I’m not going to comment on this because you’ll be able to work it out for yourselves. Remember, though, this man speaks perfect Arabic and is a well respected academic studying the middle east and particularly Arab societies. Here is what he wrote:

Why Do They Slaughter?

What is common to Daniel Perl, Nick Berg, the Jews of Hebron in 1929 and the Fogel family? They were butchered. They were not simply stabbed to death, but were killed by an act designed to decapitate them or to cause fatal bleeding by severing their carotid artery. Another common denominator: all were slaughtered by Moslems. An endless list of Moslem girls and women can be added to them, those who were similarly slaughtered by their brothers, fathers or other relatives for “violating the family honor”. A question that arises automatically is where does this Moslem tendency to this kind of slaughter come from?

The answer is simple: Slaughter is a routine, widespread practice among many Moslem families. Many children see how their fathers slaughter sheep when celebrating an important event, and the whole family is present at the sacrificial slaughter during Eid al-Adha, the Festival of Sacrifice, when the slaughter is part of the holiday ritual.

In modern societies, the slaughter of animals for meat consumption takes place in slaughterhouses, far from the eyes of the public and children, who generally get their meat free of blood and hair and ready for cooking or eating. This sterile arrangement spares the public the sight of the slaughter, the blood and the accompanying cries. In the West, many of those who witnessed animal slaughter become vegetarian.

In many Islamic societies, slaughter generally occurs at home, in front of the children, and is part of the routine of life. They are immunized against the sight of slaughter, are not moved by the blood dripping from the animal’s neck and are not frightened by its snorts and struggles. In many cases, the children hold the legs of the lamb in order to immobilize it during slaughter; they sense very well its frantic reactions as the knife so painfully slices through its neck. The presence and participation of the children in the act of slaughter immunizes them emotionally against its influence; when they are older they perform the custom of sacrifice withtheir own hands and knives, and in front of their own children.

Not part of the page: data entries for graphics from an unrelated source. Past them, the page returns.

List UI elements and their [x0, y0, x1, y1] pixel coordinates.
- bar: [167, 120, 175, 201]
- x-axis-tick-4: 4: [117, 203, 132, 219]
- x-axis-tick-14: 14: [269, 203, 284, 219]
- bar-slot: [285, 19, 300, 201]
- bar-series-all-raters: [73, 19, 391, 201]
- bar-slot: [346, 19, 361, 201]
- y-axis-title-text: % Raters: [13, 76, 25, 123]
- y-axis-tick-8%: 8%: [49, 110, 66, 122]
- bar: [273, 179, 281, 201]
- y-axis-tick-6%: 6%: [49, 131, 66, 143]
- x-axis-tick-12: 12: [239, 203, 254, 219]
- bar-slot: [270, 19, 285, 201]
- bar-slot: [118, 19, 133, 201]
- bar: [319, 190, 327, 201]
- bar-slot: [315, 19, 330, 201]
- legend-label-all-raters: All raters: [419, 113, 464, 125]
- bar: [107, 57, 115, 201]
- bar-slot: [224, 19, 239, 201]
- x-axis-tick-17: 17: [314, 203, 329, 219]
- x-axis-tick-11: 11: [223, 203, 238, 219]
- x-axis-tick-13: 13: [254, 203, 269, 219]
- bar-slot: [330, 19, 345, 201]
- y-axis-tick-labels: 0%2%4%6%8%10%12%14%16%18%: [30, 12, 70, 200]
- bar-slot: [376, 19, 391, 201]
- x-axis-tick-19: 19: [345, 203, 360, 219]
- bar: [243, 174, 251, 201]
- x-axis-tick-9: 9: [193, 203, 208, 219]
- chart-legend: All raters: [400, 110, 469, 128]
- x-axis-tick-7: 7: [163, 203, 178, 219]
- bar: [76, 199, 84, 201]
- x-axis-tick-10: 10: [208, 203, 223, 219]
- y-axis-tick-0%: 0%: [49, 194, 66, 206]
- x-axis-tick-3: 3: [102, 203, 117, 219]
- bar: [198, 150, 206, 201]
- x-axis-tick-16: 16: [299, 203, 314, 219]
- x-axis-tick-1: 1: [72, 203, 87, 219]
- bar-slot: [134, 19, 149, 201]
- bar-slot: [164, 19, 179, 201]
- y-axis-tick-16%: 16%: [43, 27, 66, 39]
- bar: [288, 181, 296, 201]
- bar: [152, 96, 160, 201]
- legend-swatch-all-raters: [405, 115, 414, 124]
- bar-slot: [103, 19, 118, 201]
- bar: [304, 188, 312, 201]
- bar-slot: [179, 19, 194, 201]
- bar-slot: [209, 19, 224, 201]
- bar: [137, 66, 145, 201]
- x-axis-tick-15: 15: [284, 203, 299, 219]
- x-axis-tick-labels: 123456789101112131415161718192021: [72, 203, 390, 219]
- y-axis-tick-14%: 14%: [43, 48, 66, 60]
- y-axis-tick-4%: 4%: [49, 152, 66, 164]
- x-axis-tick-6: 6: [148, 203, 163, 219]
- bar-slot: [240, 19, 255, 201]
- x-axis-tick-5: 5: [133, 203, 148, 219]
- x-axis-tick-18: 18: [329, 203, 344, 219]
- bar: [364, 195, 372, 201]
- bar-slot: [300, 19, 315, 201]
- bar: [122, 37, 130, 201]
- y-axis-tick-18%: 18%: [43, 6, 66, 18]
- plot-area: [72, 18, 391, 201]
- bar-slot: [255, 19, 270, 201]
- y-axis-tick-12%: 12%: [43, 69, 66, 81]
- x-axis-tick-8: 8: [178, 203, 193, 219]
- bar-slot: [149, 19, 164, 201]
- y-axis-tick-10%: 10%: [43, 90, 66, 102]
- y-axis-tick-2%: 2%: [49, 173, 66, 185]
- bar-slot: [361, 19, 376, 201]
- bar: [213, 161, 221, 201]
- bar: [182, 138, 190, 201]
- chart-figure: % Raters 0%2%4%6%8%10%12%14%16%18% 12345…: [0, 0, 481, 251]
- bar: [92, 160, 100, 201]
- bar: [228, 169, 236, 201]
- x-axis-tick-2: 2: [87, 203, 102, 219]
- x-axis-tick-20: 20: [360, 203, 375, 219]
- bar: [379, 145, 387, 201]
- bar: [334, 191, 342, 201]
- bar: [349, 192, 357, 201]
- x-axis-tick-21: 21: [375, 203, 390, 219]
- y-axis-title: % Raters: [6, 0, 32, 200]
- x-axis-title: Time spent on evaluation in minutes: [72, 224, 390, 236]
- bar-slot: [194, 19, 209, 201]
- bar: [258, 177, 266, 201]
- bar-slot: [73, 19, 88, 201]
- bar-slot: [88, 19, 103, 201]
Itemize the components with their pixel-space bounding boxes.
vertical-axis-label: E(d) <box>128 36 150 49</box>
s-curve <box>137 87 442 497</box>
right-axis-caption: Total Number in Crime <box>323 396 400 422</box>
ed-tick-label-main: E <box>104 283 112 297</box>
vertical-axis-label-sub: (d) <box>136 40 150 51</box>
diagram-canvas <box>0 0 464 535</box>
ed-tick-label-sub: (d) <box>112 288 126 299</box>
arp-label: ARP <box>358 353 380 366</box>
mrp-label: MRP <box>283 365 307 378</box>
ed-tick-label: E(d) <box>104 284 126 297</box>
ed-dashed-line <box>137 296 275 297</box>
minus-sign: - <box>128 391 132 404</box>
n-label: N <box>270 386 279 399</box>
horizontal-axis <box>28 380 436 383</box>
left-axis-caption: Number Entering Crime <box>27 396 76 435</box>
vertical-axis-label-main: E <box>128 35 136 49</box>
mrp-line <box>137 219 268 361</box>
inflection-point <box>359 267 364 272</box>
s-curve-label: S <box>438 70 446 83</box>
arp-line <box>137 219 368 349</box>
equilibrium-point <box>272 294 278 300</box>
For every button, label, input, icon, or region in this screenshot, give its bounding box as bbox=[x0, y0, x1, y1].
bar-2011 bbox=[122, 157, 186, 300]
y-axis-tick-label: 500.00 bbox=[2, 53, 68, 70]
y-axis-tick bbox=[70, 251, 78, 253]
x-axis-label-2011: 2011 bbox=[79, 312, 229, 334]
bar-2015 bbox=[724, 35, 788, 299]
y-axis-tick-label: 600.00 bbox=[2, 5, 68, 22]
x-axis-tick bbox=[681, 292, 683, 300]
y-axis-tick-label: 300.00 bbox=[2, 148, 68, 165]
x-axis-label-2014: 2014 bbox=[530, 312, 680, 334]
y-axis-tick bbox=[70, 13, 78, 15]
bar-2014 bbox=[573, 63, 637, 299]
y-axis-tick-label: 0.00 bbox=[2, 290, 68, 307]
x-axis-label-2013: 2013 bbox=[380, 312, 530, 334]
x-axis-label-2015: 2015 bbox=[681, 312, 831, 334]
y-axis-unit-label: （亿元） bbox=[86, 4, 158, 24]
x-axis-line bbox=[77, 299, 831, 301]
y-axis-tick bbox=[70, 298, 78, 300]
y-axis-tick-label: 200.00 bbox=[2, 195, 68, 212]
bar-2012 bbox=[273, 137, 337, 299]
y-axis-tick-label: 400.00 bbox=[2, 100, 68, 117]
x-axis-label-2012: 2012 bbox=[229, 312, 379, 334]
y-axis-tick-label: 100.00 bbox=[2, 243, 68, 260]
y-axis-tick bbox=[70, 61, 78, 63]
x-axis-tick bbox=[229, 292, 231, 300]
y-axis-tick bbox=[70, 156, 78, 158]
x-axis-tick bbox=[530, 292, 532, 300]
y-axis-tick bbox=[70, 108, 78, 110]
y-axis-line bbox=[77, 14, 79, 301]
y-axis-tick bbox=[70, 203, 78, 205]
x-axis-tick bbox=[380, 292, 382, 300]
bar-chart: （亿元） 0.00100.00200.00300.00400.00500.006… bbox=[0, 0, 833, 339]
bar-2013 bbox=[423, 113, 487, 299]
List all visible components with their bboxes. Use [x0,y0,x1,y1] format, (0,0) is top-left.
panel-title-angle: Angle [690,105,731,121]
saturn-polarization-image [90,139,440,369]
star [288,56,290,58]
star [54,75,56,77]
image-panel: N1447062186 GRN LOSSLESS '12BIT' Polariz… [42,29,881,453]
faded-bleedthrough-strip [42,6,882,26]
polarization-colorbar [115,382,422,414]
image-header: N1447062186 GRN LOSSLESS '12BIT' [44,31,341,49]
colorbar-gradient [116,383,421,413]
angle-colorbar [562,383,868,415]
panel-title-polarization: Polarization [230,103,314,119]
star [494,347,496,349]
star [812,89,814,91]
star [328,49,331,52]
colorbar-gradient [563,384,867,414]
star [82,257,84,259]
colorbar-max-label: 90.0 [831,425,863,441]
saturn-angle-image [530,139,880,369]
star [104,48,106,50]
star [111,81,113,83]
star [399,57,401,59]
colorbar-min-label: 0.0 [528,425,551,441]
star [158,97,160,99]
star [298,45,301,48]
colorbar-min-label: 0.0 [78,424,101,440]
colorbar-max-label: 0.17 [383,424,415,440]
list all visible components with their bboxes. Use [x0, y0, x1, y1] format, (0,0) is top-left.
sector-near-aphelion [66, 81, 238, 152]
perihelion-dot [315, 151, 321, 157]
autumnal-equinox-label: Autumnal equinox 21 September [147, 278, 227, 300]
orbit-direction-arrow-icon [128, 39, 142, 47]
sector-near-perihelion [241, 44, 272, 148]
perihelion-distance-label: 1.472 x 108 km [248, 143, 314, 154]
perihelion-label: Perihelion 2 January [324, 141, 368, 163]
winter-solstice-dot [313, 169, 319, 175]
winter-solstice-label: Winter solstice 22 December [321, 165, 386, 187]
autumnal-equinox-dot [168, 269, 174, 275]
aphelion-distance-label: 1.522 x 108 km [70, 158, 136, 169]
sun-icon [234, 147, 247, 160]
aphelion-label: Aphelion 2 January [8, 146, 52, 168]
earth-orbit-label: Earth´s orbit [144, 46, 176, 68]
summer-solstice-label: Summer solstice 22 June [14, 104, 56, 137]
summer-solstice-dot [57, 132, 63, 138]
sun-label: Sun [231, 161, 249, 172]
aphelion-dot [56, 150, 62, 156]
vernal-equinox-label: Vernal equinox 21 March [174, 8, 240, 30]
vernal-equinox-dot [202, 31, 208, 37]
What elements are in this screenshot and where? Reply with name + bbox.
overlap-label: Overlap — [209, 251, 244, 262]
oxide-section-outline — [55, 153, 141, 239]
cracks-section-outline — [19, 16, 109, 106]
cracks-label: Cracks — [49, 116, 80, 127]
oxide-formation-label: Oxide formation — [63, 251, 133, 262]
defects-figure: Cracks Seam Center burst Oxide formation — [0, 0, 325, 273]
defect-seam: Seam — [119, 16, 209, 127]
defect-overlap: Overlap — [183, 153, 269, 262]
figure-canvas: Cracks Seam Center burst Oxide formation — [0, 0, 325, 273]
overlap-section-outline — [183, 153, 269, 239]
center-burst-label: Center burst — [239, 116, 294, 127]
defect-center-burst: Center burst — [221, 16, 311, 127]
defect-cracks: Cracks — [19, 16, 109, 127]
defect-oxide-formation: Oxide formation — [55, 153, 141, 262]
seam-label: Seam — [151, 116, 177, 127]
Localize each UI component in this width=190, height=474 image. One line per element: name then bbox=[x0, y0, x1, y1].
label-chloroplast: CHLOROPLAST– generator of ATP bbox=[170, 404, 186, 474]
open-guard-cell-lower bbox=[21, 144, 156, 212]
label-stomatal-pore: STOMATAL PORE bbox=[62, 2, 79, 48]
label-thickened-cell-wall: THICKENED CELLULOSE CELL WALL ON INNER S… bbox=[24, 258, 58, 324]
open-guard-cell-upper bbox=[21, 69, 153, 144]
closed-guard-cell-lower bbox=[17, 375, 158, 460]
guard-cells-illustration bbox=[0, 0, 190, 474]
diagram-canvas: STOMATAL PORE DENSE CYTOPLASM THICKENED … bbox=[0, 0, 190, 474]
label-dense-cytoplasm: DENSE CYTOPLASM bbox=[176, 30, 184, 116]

The emotional immunity to the act of slaughter allows a Moslem to utilize it whenever he feels he must employ radical methods to rid himself of someone. The slaughter of sheep during the Festival of Sacrifice is accompanied by the recitation of “In the name of Allah, the Compassionate, the Merciful”, and the butchering of girls who do not behave properly is conducted as a kind of execution ceremony. The slaughterer feels that he is doing something important and worthy, acting in a way to which he is inured sinceearly childhood.
In western societies, slaughter seems barbaric, while members of Moslem societies view it as proper and commendable when carried out within the proper context. Therefore, slaughtering a Jew, a Christian or anyone seen as an enemy is not considered unusual in traditional Islamic societies.This is what professional jargon calls a “cultural difference”.

The article is published in the framework of the Center for the Study of Middle East and Islam (under formation), Bar Ilan University, Israel.

Translated by Nachama Kanner

8 thoughts on “Thank You Louise Mensch (nee Bagshawe)”

  1. i have an issue with dr kedar's analysis

    islam is not the only society that has family farms where animal slaughter for food takes place…this includes the united states

    as a child, the kosher butcher shop in my neighborhood still shechted chickens in the back of the store

    the difference is…those other societies do not institutionalize the dehumanization of the infidel

    if other humans are no better than pigs or monkeys…it is very easy to kill them

    1. I don't thin Dr Kedar would disagree,it's the combination of dehumanisation of the Jew with the desensitisation to slaughter that is the problem. Both together are lethal.

  2. The promise of 72 virgins and 28 "pearly" young "untouched virginal" boys at the other end of things-if things did not go as planned-was not too much of a disincentive,I suppose.